Many Americans and Europeans seem to believe that Bannon is a mere caricature of an obese modern-day Hermann Goering. He is much more dangerous. The "Movement" he represents has financial links going back to the U.S.-run "rat lines" that spirited Nazis out of Europe, including places like Germany, Estonia, Latvia, Ukraine, and Yugoslavia, and ultimately to South America, Canada, and the United States. Many settled in Bannon's native southern California, where they became active in the right-wing "Captive Nations" movement that allied with far-right groups like the John Birch Society and Young Americans for Freedom. While there may not be lost "Nazi gold" financing Bannon's operations, there are generational links to the old Nazis who are assisting Trump's former "brain." One of these is Sebastian Gorka, the Hungarian-British-American who worked with Bannon at the White House before both were fired. Gorka holds the Hungarian Order of Vite'z, a medal awarded by the pro-Nazi regime in Hungary to Hungarians who fought with the Nazis against the Allies in World War II. Gorka's father, Paul Gorka, also holds the order.

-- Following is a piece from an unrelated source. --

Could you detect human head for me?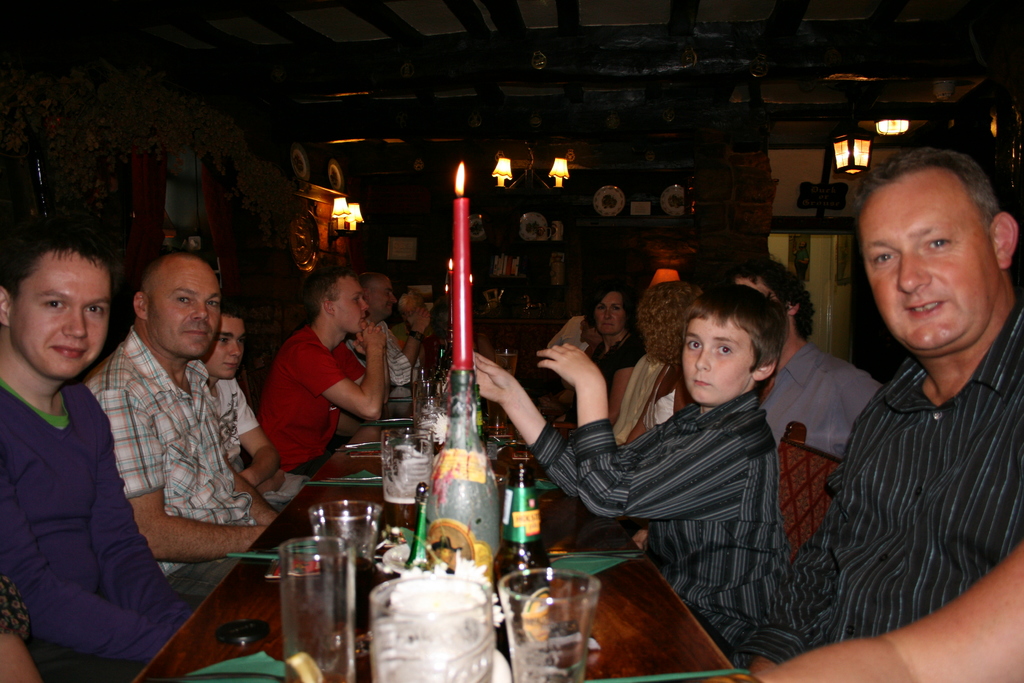
Detection result: Rect(733, 259, 813, 316).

What is needed in Europe and other countries being wooed by Bannon and his so-called "populists," a feel-good cover name for Nazis and fascists, is a popular front reminiscent of that cobbled together in the 1930s and 40s by Europe's socialists, social democrats, communists, and radical liberals to fight against the Nazis and fascists. The Popular Fronts of Europe not only had to battle against the far-right, but the Trotskyists, who wanted to totally dominate leftist united fronts and exclude bourgeois parties like the liberals. Often, the Popular Fronts were rendered ineffective by internal division, particularly in Germany, Spain, and France.

Today, the left in the United States has its own Trojan horses in "boutique" parties like the Greens and Libertarians, that cooperate with right-wing Republicans to deny electoral victories to the Democrats. Europe must learn how to be smarter than Bannon and his cohorts in combating the resurgence of Nazism and fascism.